'Getting pissed' craze sweeps UK

BRITONS are rushing to take part in a new craze that involves consuming alcohol and becoming drunk.

The craze, which is thought to have originated on the internet, has led health experts to speculate that consuming large amounts of alcohol could have negative effects.

Office worker Tom Logan said: “Everyone’s into getting pissed at the moment. Yesterday evening I was on the bus when a guy got on who was drunk, or as teenagers say ‘a drunkard’.

“He was actually swaying. Classic.

“It was my mate Shane who told me about it. He’d been on the internet and said ‘There’s this thing called ‘getting pissed’, d’you want to try it?

“The feeling is crazy, it’s like you’re funnier and physically invincible. Then afterwards your head hurts.”

The objective of getting pissed is to become drunk, which can have an array of effects from violent aggressiveness to sitting quietly in a corner dwelling on past mistakes.

Doctor Denys Finch Hatton said: “Most people will try it once and then probably never do it again.

“But for others the consequences can be serious. They might fall on something sharp or buy an unaffordable item off eBay and not be able to cancel it.

“There may even be health problems caused by alcohol, like maybe it affects internal organs. It’s too early to tell.”

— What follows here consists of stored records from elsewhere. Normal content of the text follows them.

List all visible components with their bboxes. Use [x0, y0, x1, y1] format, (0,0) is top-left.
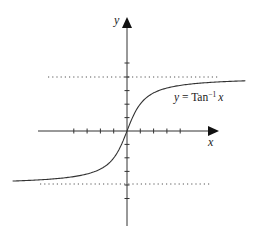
- y-axis-arrow-icon: [122, 17, 132, 28]
- arctan-plot: y x y = Tan−1x: [0, 0, 257, 235]
- x-axis-label: x: [207, 135, 214, 149]
- curve-label: y = Tan−1x: [173, 90, 224, 105]
- y-axis-label: y: [113, 13, 120, 27]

Logan added: “Getting pissed is ace, but people will stop doing it when something new comes along, like for example a really good board game.”

Genius children somehow becoming average adults

BRITAIN’S millions of gifted children are inexplicably growing up to become unremarkable adults.

98 per cent of modern parents believe their offspring to be intellectually exceptional. However roughly the same proportion of humans will grow up to be pretty run-of-the-mill.

Professor Henry Brubaker of the Institute for Studies said: “Either kids are shedding IQ points on a daily basis or their parents are just plain wrong about how brilliant they are.”

Parent Patricia Logan said: “From the moment he was born, Tom was quite clearly different to other, inferior, babies.

“Straight away he really engaged with the world around him by looking at things and making gurgling sounds. Even when he was just shitting himself, you could tell he was thinking about it on a very deep level.

“But Tom failed to build on his early sporting success of winning an egg and spoon race at the age of four, and did not get a scholarship to Oxford, despite his aptitude for Lego Duplo.

“As a mum, I’d hoped that Tom would date a series of intelligent, attractive and ideally posh girlfriends. Sadly he chose to bring home a string of alcoholics rather than the young Nigella Lawson.”

Parenting expert Denys Finch Hatton said: “Believing your own children to be special probably prevented our primitive ancestors getting sick of the non-stop wailing and allowing their baby to be ‘accidentally’ squashed by a mammoth.

“But really, they’re not special at all.”